Your Berliner Testament decides who inherits. Sucesio makes sure your family knows it exists, where it is, what it covers, and what to do first — in a moment when they will be navigating two countries, two languages, and two bureaucracies at once.
What to Do Now: A Step-by-Step Plan
- Locate the original. Confirm where your Berliner Testament is deposited and whether it is registered in the German Zentrales Testamentsregister.
- Have it reviewed through a cross-border lens. A German Notar or lawyer working with a Spanish notario should assess how the joint will interacts with Spanish law, your habitual residence, and your assets in each country.
- Decide on the Rechtswahl. For most German couples who want their Berliner Testament to operate as designed, an express election of German law under Article 22 of EU Regulation 650/2012 is the cornerstone. It must be made in the form of a disposition of property upon death — your notario can record it.
- Make a coordinated Spanish will. A Spanish notarial will (testamento notarial abierto) that contains the Rechtswahl and is expressly drafted not to conflict with the Berliner Testament dramatically simplifies matters for your survivor. Our guide on how to make a will in Spain as a foreigner walks through the process.
- Model the tax in both countries. Ask a cross-border tax adviser to compare the Berliner Testament structure against alternatives under Spanish ISD (including your region's allowances) and German Erbschaftsteuer, remembering there is no inheritance tax treaty between the two countries.
- Organise the estate file. Centralise documents, asset inventory, contacts (Notar, notario, gestor) and instructions in one secure place your spouse and children can access when the time comes — this is exactly what Sucesio was built for.
- Review after every life event. A move, a sale, a birth, a death, or a change in Spanish regional tax rules should trigger a review — and remember that after the first death, the survivor's options narrow fast.
FAQ
Q: Is a Berliner Testament legally valid in Spain? A: Generally yes, as to its validity: EU Regulation 650/2012 (Articles 24–25) preserves dispositions that were valid under the law applicable when they were made. But without an election of German law, Spanish succession law — including forced heirship (legítima) — may still govern your estate, which can override the way your joint will was meant to operate.
Q: Do we need a Spanish will if we already have a Berliner Testament? A: It is strongly recommended. A Spanish notarial will containing your Rechtswahl clause, drafted to coexist with the Berliner Testament, spares your survivor months of translations, apostilles, and recognition procedures before Spanish banks and the property registry.
Q: Can the surviving spouse change a Berliner Testament after moving to Spain?
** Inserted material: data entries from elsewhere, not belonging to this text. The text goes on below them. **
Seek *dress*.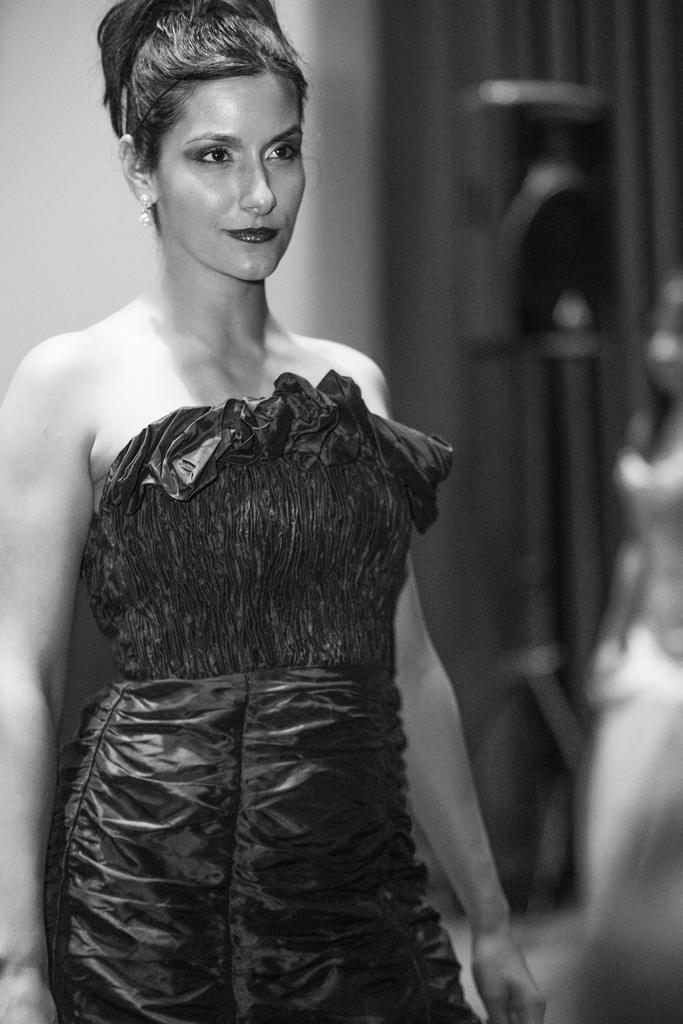
crop(40, 370, 479, 1023).
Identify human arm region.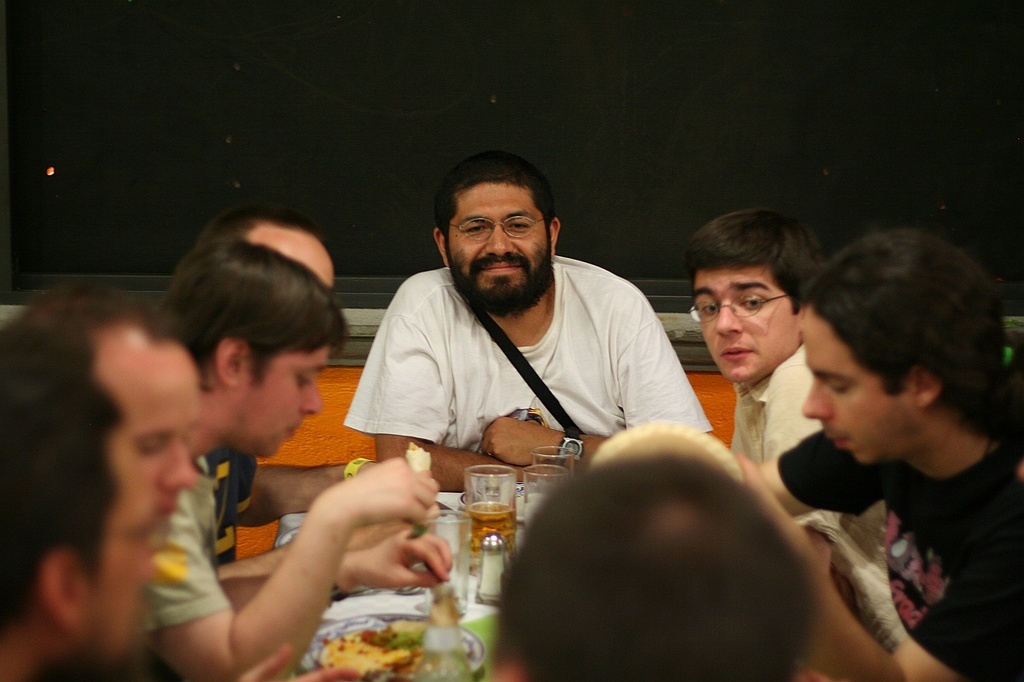
Region: box(211, 477, 436, 579).
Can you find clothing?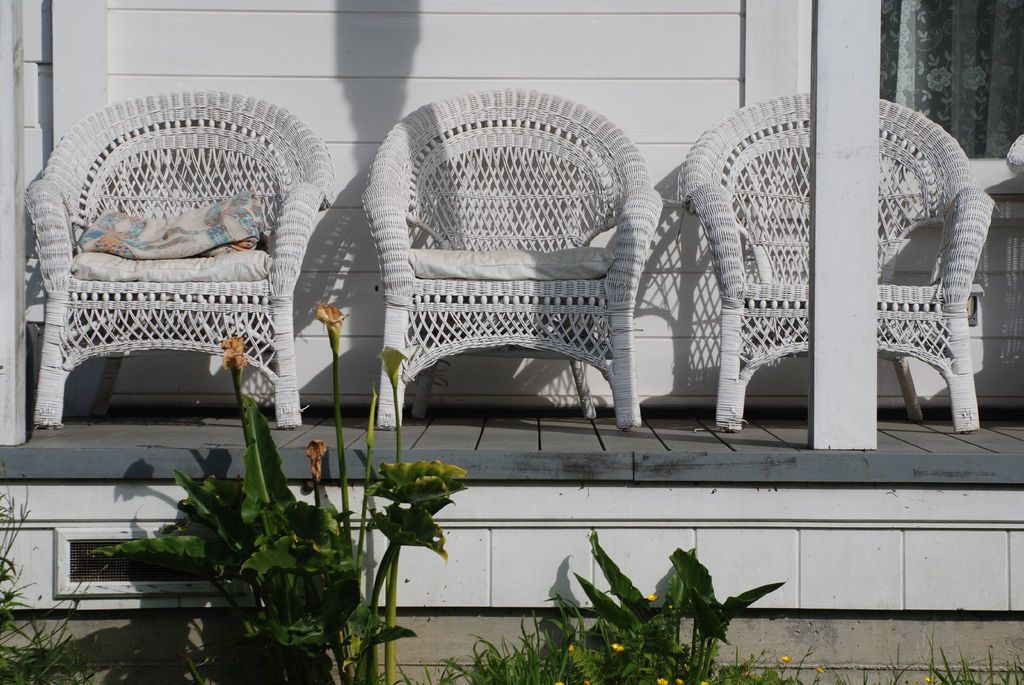
Yes, bounding box: {"left": 76, "top": 186, "right": 266, "bottom": 259}.
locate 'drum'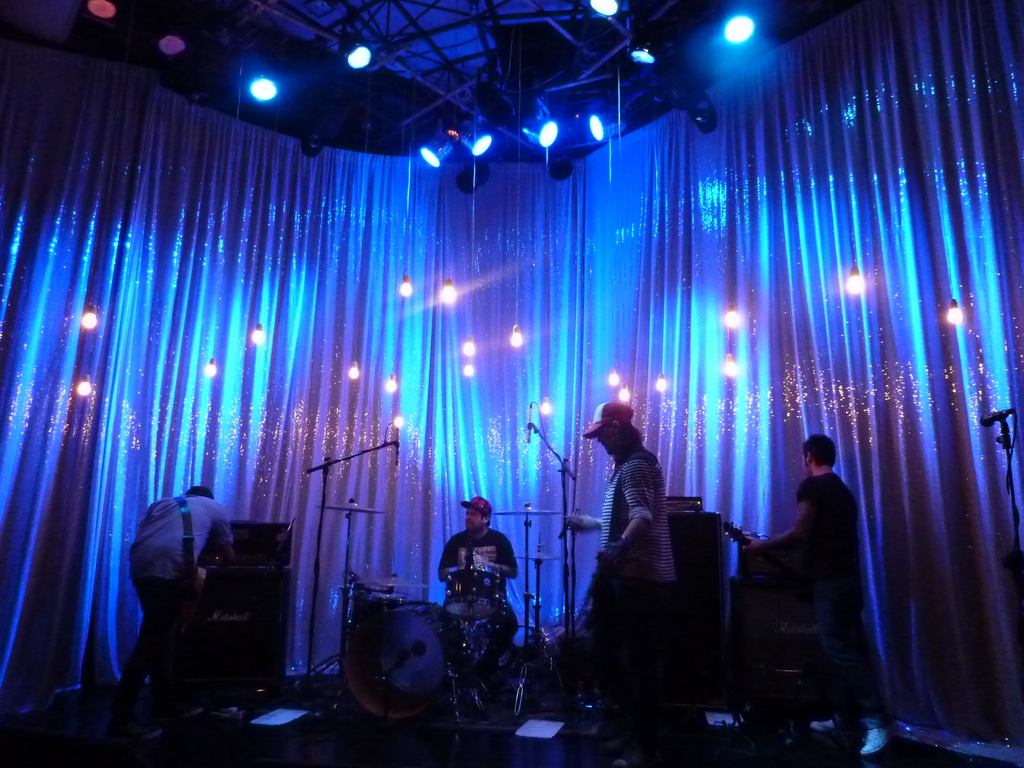
region(349, 603, 464, 721)
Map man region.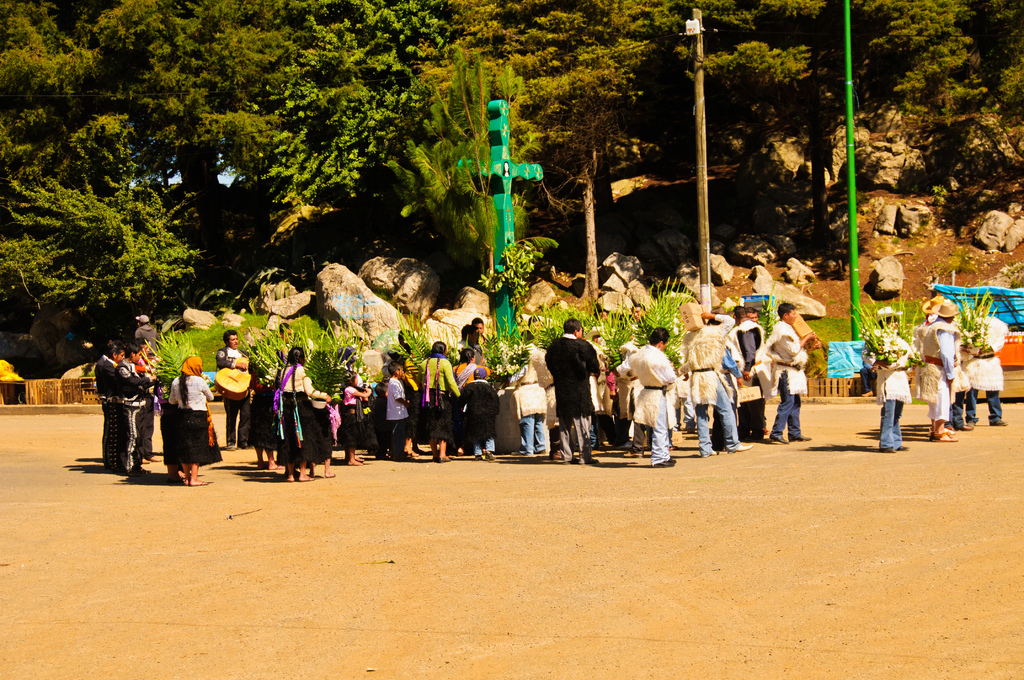
Mapped to BBox(88, 336, 147, 475).
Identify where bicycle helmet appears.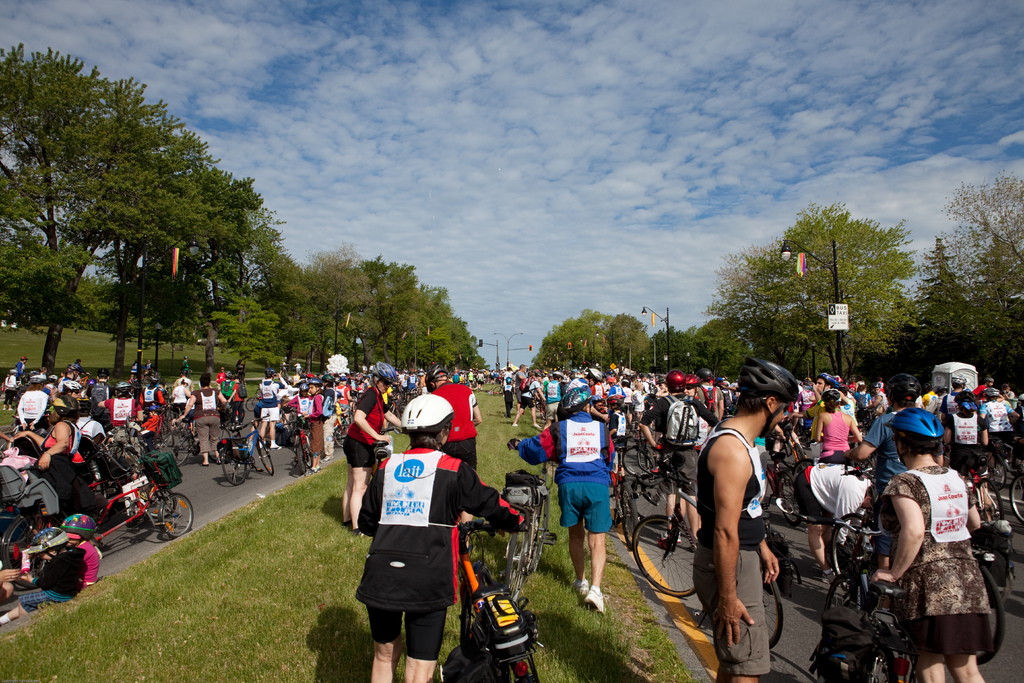
Appears at locate(590, 394, 602, 400).
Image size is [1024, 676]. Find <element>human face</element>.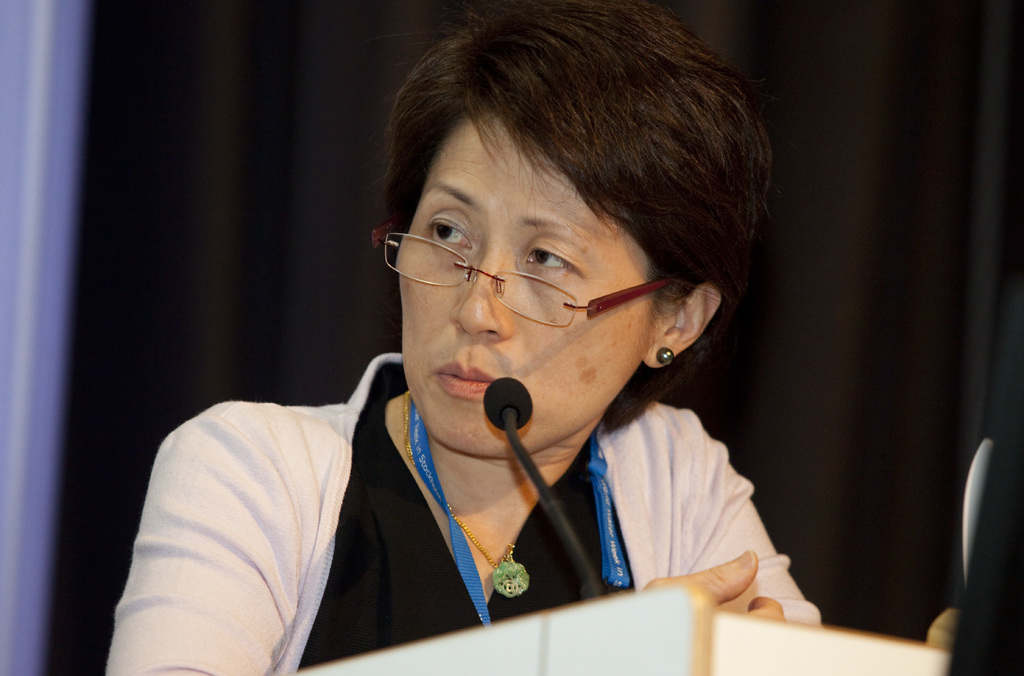
[399,112,653,458].
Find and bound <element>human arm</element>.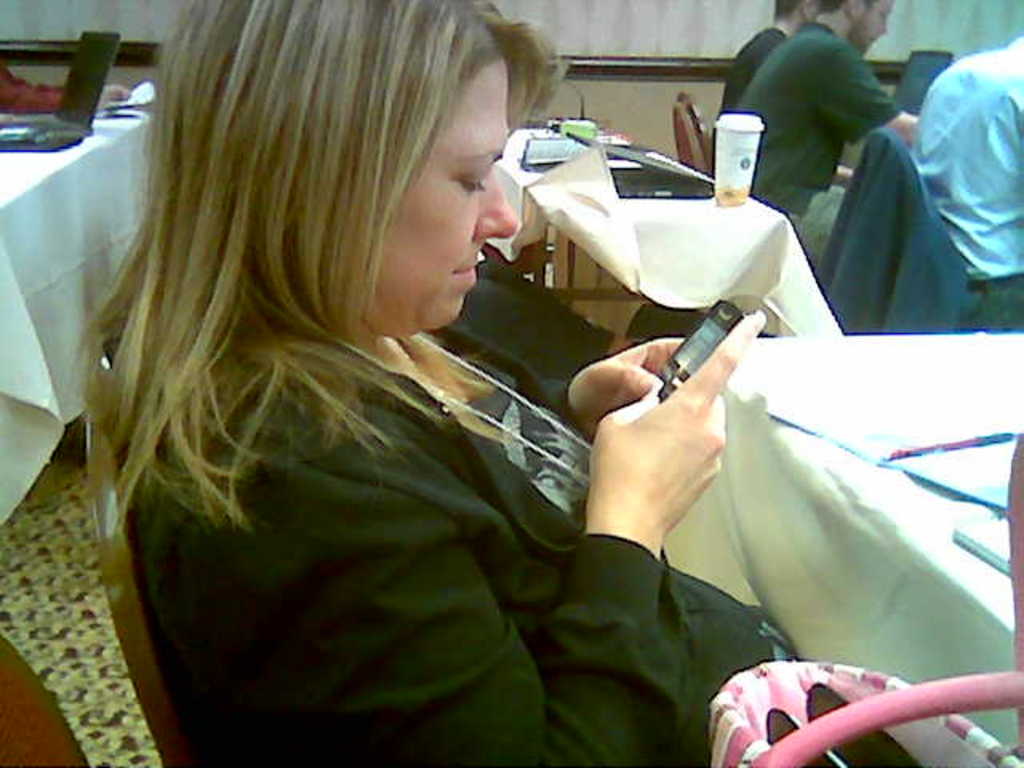
Bound: [819,43,926,149].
A: Usually not unilaterally. The mutual dispositions become binding on the first death (Bindungswirkung), wherever the survivor lives. Limited exits exist under German law — such as renouncing the inheritance — but they are time-sensitive and need professional advice.
Q: Does the Berliner Testament save inheritance tax in Spain? A: Often the opposite. Spain taxes each transfer, so "spouse first, children second" can mean the same assets are taxed twice under Spanish ISD, while the children's German tax allowances at the first death go unused. Germany and Spain have no inheritance tax treaty, so plan with a cross-border tax adviser.
Q: Where should we keep our Berliner Testament and Spanish will so our children can find them? A: Keep the originals with your Notar/notario and registered (Zentrales Testamentsregister in Germany; Spanish wills are automatically recorded in the Registro de Últimas Voluntades). Then store copies, registration details, and clear instructions in a secure digital vault like Sucesio, so your family knows exactly what exists and whom to contact.
This article is provided for informational purposes only and does not constitute legal or tax advice. For any succession decision, consult a qualified notary or lawyer in your country of residence.